Sunday, March 28, 2010

The best of the 'The 48th Annual Ann Arbor Film Fest' This Animated Life night

The other day I covered the best of the opening night. So tonight I am throwing out the best of what I watched Friday night at the animation portion called 'This Animated Life'.

Once again there were some really good movies and then there were some really bad and seriously hard to watch movies.

'Alma'
I saw this online awhile ago and thought it was just so creepy and weird and wonderful that when I saw it listed in the program for the festival I just HAD to go see it on the big screen. It is probably the best in terms of actually having a story and also being really professional in appearance. 'Alma' is about a little girl of the same name, who happens upon a toy store with a doll that looks just like her standing in the window. Upon closer inspection that doll moves further into the store...watch to see what happens.



'The Black Dog's Progress'
A short animated film told through multiple flip books that are both completely adorable and then, quickly, morph into incredibly disturbing.

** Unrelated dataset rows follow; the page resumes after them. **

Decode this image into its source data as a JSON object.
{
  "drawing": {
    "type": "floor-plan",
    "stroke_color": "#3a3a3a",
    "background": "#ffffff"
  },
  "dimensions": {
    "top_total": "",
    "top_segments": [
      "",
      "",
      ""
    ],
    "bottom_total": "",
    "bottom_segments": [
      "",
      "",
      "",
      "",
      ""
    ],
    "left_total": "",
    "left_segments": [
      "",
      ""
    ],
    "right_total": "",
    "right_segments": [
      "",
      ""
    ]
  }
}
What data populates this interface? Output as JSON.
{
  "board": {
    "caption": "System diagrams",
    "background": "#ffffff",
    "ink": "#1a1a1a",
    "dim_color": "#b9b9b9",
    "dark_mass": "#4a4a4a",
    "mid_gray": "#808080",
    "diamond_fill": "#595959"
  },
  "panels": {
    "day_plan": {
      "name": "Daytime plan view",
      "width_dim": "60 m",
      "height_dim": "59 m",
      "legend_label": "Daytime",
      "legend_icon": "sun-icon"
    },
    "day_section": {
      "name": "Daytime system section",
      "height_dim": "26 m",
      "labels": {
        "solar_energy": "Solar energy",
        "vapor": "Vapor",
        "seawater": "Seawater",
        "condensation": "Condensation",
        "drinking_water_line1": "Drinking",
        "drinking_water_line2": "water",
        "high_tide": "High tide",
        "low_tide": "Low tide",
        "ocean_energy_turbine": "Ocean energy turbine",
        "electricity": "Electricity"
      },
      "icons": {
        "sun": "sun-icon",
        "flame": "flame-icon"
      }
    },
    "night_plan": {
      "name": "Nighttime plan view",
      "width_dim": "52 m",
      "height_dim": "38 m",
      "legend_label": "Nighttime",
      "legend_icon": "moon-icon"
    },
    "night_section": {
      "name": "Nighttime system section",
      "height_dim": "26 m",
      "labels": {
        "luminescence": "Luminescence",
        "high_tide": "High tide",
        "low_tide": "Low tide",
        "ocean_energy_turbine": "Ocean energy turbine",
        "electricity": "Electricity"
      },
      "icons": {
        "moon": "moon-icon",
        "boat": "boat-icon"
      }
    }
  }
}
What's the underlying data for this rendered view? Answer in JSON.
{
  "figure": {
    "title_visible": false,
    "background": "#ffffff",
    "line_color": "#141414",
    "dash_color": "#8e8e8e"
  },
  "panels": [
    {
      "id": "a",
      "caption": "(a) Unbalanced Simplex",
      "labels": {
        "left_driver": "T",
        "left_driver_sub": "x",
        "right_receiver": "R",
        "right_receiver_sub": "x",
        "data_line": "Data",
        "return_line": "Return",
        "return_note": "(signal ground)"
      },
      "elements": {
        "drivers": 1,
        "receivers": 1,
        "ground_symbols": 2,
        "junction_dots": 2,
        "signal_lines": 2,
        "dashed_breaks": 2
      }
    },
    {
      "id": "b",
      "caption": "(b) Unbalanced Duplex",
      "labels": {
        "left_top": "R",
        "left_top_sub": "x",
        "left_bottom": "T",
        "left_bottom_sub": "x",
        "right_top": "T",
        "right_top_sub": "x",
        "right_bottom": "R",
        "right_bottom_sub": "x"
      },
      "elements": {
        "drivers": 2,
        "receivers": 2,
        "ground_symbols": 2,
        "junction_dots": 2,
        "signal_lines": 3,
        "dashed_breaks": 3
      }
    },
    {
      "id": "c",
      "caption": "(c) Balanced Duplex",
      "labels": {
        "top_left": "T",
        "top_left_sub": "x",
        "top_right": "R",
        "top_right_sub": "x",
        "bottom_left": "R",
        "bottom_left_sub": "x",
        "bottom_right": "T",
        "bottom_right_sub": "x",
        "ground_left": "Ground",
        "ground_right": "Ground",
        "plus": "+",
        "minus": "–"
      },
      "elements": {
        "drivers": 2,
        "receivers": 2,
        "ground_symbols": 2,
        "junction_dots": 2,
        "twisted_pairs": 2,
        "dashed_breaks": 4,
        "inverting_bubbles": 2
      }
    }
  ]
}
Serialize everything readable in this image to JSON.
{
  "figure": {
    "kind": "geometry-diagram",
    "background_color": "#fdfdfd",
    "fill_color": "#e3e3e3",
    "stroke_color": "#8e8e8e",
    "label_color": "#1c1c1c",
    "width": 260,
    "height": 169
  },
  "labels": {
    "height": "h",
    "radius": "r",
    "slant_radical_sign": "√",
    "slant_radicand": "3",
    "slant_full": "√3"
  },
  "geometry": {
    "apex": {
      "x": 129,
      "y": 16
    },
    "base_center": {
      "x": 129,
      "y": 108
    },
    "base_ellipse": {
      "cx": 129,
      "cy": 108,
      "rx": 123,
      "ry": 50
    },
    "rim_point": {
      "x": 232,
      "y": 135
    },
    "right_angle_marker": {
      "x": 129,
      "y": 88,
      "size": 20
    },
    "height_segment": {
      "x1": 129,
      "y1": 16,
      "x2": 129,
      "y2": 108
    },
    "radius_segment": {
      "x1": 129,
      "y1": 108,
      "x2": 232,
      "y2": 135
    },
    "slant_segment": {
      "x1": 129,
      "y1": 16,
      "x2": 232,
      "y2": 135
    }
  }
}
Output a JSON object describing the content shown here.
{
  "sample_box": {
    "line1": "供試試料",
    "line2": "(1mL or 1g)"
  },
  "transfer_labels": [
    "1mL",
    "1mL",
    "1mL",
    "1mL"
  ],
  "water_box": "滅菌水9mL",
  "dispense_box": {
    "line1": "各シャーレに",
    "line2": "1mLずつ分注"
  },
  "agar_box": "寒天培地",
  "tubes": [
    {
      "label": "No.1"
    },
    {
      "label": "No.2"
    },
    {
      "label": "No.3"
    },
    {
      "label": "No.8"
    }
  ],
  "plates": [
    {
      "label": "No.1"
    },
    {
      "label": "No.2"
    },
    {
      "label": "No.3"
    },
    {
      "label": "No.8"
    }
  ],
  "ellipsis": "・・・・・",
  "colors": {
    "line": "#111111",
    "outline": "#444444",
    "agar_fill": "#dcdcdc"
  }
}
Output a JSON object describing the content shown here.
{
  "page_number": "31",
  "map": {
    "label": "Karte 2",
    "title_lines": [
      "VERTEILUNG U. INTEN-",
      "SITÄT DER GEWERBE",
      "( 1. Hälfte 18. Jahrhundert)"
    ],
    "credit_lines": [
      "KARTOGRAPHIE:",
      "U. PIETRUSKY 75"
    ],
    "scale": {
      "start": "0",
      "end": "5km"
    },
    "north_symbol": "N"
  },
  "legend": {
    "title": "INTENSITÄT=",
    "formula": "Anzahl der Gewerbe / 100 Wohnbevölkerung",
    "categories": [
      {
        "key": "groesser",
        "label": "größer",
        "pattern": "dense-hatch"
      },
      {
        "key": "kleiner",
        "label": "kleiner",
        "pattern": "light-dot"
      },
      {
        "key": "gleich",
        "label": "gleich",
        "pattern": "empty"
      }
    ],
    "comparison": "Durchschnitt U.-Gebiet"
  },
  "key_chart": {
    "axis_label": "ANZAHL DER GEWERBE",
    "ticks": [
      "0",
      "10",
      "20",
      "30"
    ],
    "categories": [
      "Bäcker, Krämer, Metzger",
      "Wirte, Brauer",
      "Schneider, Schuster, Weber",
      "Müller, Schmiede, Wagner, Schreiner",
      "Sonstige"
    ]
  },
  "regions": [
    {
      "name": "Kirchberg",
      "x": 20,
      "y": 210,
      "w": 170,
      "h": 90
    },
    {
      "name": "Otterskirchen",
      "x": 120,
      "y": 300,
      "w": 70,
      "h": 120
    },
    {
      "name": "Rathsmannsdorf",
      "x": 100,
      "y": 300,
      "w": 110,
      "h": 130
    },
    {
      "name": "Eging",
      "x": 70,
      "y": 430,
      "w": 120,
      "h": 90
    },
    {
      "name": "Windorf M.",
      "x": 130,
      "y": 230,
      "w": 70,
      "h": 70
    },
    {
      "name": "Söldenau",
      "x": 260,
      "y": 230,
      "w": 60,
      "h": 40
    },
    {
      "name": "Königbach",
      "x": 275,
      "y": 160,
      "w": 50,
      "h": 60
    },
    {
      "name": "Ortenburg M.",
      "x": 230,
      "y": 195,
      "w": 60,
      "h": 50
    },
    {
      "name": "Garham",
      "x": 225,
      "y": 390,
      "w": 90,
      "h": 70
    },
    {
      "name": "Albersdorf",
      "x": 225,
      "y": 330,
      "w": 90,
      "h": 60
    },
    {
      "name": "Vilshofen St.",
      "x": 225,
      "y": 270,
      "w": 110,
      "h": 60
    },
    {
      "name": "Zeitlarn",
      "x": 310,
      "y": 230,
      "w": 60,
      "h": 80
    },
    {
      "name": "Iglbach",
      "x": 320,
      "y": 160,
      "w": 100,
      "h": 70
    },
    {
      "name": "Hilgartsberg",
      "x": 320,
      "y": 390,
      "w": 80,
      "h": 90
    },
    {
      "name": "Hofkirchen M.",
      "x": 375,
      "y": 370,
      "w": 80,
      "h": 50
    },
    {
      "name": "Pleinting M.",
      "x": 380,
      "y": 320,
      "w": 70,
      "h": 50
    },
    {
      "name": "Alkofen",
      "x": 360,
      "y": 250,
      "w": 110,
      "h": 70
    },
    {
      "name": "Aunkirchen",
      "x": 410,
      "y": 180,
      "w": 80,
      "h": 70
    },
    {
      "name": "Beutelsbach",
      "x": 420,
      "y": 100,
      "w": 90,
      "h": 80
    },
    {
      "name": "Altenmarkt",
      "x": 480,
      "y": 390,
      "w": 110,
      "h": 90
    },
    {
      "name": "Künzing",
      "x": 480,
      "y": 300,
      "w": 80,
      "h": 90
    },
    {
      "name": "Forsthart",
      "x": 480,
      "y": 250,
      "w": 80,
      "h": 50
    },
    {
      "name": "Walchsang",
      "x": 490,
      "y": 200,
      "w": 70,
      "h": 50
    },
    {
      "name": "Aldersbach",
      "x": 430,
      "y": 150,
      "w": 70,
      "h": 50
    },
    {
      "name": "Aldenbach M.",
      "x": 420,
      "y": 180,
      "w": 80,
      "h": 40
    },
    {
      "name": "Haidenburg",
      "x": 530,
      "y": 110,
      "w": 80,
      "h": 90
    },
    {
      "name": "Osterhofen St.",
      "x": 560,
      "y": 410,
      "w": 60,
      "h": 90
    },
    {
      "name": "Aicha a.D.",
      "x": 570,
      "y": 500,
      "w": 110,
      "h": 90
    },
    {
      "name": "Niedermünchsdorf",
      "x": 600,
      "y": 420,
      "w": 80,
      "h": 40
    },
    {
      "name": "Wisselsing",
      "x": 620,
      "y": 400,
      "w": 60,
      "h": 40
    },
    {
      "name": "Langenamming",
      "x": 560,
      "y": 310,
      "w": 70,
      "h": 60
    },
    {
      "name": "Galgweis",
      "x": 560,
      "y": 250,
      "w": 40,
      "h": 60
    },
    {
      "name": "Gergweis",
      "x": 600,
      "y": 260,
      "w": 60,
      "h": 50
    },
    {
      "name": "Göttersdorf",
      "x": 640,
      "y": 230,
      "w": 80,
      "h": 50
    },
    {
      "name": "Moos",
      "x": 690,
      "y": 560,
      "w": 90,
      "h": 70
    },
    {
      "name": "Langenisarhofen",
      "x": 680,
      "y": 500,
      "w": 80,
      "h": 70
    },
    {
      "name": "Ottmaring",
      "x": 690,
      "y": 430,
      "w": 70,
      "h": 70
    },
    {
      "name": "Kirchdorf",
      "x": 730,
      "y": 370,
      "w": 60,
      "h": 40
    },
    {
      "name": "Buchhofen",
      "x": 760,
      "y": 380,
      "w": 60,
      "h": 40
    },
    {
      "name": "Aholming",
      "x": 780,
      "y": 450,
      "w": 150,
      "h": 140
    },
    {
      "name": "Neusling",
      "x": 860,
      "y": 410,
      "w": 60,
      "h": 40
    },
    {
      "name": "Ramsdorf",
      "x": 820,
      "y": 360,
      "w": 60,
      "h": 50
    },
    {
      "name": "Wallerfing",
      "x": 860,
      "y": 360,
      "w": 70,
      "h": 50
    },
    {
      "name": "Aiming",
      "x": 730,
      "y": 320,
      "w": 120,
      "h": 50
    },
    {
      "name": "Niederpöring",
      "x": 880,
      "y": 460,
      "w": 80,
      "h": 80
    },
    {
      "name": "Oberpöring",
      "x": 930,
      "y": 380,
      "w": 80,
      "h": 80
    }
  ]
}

Makes you really feel for the little black dog.



'Please Say Something'
A collection of short episodes about the relationship between a cat and a mouse. The animation is really adorable, the sounds are precious and the subject matter is quite heavy at times.



'Horn Dog'
The really wrong tale of a dog that is in love with some other dog. It's very funny and, like I said, very wrong. Here is a clip since I didn't see the whole short online. Sorry.

Wednesday, March 24, 2010

The best of the 'The 48th Annual Ann Arbor Film Fest' opening night!

I went to the opening night festivities of the Ann Arbor Film Festival last night. I've never been there before but since I'm all into this crap now and going to school for film, I figured I should go and see if I like it (next year I may get the festival pass). I did, even though several of the films shown were what I would call...awful.

The Ann Arbor Film Fest is an experimental film fest, so it makes sense that a lot of these films were, how do I say it delicately, mind-bendingly bad. But this post is about the best films from last night, not the worst...I'll get to that in time.

'El ataque de los robots de Nebulosa-5'
An absolutely charming little film about a man who, I believe, either gets drunk at his birthday party or has a fit of some kind, and has a vision of robots from Nebulosa-5 coming to him to inform him of their impending invasion. He tries to tell his mother and cousin about it, but they don't believe him. The neighbor and his brother sometimes come and make fun of him, but still he waits in the park next to his house where the dogs shit for the invastion to come.
The film is black and white, has some good looking shots, has a very distinctive lead actor and is very unique.


'Missed Aches'
Joanna Priestly's Flash animated short about spell-check errors is so funny and fresh. I laughed so hard at this and loved the cute little characters. Wish the whole thing was online.
Here's a preview:


'Photograph of Jesus'
This is one of the best of last night because it's so funny and so imaginative. It covers some weird requests for photos from the Hulton Archive/Getty Images collection. Requests like a photo of Jack the Ripper, Jesus, a yeti, etc...you know, things that no one has photos of. The film is animated with a voice over from a man who works in the archive and it's quite entertaining.


'Fantasy Suite'
Unfortunately this isn't online, at least I can't find it. This was seriously hilarious! Kent Lambert took footage from some crappy 80's movies and The Bachelor and melded them into some kind of humorous commentary on western heterosexual romance (got that from the A2 Film Fest book, since I couldn't describe it myself). He slowed down the clips from The Bachelor, making it really funny and also, somehow, making the show interesting to watch. It was great!